Doctor of Philosophy

Program

English

Supervisor

Matthew Rowlinson

Abstract

My dissertation, “Strata, Soma, Psyche: Narrative and the Imagination in the Nineteenth-Century Science of Lyell, Darwin, and Freud,” contributes new research to the diverse field mapping the intersections of science and literature in the nineteenth century. Although scholars such as Gillian Beer and George Levine have established ties between developments in the natural sciences and the scope of the nineteenth-century novel, there has not been a sustained effort to attend to the narrative structures of the primary texts that most influenced coterminous literary movements of the period. My work thus attends closely to the narrative and imaginative form of scientific writing that attempts to transcend the limits of what can be seen.
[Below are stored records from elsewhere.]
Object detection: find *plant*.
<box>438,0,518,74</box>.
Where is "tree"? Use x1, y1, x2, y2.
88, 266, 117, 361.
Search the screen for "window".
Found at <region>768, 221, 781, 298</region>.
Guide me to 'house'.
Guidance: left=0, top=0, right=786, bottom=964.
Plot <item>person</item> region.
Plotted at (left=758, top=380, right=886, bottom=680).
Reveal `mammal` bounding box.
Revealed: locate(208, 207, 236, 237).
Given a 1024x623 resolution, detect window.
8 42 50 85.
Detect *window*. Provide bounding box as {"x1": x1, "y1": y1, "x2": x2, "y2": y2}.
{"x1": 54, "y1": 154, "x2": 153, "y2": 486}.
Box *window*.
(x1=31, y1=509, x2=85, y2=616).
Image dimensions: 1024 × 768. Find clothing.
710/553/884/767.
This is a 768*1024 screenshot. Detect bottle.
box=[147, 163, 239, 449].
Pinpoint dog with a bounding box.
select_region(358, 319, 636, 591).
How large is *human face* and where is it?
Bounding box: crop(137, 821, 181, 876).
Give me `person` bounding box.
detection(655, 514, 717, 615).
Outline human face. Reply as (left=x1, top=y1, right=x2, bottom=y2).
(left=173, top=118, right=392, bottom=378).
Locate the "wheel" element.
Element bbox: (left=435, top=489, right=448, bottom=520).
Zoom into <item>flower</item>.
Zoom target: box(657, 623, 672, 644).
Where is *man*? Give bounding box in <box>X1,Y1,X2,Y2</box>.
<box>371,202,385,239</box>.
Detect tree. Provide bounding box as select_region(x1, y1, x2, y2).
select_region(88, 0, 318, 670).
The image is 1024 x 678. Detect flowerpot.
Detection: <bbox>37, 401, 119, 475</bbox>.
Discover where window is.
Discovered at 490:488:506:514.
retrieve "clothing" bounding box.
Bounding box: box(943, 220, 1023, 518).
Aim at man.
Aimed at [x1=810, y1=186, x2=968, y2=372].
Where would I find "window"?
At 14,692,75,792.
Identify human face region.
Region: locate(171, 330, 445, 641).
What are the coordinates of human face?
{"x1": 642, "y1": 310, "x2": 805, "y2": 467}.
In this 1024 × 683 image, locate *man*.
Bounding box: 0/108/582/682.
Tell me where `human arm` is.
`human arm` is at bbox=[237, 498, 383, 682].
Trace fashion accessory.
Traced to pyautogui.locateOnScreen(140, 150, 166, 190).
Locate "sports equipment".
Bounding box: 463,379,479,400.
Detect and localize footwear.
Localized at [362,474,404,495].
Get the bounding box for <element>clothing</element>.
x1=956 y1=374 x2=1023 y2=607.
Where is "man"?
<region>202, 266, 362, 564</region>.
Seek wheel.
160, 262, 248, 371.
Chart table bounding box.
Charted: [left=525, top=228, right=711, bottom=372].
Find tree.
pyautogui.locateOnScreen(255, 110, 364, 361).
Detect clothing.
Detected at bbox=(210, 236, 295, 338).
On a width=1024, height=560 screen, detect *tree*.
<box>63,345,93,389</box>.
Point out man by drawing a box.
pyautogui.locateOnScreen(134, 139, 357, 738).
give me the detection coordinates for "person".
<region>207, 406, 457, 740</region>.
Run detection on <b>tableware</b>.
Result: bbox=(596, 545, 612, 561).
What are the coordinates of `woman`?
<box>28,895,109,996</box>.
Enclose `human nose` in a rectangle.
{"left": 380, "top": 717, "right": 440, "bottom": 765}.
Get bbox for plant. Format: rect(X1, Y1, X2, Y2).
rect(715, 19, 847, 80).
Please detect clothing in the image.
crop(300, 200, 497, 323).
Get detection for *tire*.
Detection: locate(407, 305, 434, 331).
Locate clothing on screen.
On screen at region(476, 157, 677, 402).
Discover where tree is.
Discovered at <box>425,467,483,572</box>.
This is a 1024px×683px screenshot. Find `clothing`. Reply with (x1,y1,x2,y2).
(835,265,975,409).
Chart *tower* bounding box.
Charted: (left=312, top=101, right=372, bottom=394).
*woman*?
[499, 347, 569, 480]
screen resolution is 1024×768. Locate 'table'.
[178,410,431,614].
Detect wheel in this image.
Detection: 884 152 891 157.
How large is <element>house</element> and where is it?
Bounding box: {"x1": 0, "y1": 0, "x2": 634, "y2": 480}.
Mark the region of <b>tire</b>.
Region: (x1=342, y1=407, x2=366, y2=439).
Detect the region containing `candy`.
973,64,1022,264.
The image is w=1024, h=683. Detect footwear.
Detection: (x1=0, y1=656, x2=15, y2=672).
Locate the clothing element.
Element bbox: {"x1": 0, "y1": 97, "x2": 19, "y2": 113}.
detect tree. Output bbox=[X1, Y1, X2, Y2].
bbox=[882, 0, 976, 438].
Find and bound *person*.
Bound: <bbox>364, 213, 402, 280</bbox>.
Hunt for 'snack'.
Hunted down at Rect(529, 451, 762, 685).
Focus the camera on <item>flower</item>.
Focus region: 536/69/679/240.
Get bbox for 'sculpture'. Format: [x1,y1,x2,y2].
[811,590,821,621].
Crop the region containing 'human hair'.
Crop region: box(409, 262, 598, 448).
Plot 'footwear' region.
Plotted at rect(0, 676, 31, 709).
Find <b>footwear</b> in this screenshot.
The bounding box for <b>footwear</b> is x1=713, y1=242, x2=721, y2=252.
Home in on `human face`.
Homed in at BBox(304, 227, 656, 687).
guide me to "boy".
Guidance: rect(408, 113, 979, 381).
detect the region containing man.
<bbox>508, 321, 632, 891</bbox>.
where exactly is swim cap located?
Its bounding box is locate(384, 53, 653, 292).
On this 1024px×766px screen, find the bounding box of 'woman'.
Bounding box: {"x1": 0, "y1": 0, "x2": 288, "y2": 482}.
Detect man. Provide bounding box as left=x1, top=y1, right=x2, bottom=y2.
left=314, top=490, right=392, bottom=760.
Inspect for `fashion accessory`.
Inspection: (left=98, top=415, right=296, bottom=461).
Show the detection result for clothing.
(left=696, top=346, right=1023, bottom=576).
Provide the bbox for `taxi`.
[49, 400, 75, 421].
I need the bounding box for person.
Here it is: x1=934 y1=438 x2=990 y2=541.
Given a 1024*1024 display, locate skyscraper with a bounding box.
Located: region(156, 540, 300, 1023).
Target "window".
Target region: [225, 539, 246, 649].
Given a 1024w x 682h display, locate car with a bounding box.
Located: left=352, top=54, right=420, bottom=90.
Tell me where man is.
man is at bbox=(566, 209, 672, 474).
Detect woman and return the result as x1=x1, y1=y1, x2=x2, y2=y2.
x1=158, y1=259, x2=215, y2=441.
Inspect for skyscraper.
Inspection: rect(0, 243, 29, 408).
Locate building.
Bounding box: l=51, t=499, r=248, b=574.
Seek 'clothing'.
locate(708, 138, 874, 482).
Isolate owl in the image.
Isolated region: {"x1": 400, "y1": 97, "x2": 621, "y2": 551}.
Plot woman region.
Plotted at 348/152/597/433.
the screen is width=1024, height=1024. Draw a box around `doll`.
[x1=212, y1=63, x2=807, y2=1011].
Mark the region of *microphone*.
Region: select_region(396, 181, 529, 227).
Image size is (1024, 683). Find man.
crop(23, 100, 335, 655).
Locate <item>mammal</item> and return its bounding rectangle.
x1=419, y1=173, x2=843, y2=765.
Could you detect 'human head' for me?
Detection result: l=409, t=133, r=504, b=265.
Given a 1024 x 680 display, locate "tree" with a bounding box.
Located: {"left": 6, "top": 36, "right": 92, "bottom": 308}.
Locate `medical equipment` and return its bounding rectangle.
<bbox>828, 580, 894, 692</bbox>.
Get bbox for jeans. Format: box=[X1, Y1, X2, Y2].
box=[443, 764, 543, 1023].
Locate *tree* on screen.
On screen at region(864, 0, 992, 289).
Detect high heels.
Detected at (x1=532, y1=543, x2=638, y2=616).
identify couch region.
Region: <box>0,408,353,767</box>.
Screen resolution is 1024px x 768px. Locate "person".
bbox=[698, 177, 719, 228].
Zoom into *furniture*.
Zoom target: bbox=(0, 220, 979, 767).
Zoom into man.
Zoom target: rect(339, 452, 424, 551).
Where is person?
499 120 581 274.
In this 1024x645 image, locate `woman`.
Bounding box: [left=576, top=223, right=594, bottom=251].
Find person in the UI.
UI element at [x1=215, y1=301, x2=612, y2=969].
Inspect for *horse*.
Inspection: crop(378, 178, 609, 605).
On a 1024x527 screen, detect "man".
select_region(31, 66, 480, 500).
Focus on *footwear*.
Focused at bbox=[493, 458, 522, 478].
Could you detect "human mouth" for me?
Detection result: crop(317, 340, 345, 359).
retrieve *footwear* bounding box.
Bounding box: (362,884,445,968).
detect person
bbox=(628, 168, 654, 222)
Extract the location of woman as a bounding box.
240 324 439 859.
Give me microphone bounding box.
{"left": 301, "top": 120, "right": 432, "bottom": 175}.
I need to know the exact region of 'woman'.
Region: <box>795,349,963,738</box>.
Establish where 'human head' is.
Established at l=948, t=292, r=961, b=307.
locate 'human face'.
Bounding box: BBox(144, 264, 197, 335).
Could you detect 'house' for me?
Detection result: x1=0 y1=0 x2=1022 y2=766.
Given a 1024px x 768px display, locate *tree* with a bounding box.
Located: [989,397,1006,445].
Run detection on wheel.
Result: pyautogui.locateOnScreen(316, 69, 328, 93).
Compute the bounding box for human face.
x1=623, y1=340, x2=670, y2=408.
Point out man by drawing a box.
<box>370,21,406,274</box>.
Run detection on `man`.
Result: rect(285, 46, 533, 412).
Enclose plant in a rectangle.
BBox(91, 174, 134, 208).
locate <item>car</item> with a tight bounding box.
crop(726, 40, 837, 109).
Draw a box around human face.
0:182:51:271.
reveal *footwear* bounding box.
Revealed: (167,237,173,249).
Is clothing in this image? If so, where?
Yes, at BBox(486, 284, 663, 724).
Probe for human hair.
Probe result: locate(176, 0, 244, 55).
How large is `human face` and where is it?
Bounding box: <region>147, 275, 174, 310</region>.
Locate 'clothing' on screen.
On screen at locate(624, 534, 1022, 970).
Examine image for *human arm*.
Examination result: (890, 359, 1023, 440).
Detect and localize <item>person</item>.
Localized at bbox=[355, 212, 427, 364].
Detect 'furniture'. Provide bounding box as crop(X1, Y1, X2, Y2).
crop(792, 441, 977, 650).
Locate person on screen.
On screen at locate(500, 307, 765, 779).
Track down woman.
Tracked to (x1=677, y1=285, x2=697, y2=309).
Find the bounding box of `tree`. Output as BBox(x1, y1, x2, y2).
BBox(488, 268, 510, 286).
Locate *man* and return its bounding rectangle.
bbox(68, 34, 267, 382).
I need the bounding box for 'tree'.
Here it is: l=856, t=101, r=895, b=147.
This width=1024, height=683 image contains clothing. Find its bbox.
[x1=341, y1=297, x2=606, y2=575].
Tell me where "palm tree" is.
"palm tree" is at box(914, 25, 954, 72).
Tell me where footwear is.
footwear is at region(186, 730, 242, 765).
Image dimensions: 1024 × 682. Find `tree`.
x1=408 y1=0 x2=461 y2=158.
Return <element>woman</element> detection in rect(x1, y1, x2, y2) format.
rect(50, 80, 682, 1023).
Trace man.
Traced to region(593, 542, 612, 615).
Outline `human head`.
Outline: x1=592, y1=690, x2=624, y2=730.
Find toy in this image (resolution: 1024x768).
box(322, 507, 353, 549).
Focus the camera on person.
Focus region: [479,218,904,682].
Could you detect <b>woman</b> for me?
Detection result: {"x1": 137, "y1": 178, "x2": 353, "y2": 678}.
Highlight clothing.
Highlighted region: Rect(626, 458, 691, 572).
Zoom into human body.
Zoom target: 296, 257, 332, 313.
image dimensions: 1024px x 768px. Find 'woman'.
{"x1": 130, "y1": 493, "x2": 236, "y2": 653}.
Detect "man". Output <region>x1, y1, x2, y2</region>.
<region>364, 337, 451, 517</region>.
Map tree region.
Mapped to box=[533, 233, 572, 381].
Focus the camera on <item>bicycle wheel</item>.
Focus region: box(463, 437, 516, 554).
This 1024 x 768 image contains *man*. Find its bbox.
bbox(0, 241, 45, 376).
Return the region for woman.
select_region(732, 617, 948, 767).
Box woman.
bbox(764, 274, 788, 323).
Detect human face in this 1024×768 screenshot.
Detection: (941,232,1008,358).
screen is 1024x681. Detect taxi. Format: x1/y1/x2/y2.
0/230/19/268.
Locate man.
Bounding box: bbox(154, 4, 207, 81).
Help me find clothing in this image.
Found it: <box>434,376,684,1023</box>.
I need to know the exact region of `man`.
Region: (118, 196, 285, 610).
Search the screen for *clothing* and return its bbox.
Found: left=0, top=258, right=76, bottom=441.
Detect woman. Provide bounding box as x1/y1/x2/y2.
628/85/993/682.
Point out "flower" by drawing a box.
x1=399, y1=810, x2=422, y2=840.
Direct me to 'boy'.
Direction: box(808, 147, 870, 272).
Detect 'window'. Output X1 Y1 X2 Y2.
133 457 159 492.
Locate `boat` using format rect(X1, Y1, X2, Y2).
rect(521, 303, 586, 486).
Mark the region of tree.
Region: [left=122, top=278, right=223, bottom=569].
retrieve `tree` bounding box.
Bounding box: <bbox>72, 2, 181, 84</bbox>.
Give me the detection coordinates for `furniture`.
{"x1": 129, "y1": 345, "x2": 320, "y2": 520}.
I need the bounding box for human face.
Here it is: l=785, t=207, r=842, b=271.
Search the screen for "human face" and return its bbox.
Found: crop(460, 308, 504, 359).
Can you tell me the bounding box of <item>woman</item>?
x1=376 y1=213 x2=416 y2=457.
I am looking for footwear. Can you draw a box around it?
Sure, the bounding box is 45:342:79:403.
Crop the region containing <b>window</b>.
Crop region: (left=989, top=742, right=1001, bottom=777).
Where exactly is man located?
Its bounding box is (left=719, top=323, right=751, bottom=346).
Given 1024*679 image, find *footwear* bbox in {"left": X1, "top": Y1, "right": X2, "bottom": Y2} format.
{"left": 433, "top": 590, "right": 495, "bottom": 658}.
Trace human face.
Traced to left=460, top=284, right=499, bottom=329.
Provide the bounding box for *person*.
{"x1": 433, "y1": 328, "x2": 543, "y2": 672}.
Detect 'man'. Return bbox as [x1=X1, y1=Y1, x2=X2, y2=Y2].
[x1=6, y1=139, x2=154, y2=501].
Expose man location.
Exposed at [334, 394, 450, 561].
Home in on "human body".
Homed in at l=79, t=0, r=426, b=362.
All three of Charles Lyell’s, Charles Darwin’s, and Sigmund Freud’s discipline-making texts (The Principles of Geology, The Origin of Species, and The Interpretation of Dreams) deal with historical forces whose operations cannot be observed in action, but only through the traces that are left behind. Three long single-author chapters detail how each text reconciles the ambition to establish a new branch of empirical science with the necessity of relying on the imagination to ford the gaps in physical evidence. I provide close readings of these foundational texts, identifying in each the rhetorical systems by which it represents and details what has never been present, and I demonstrate how each author strategically employs methods more conventionally associated with fictional narratives in the pursuit of establishing scientific facts. As a result, my project reframes the dominant concerns of Nineteenth-Century Literature and Science Studies by focusing in on how literary point of view, diversely defined, enables scientific thought to find a language in which to speak.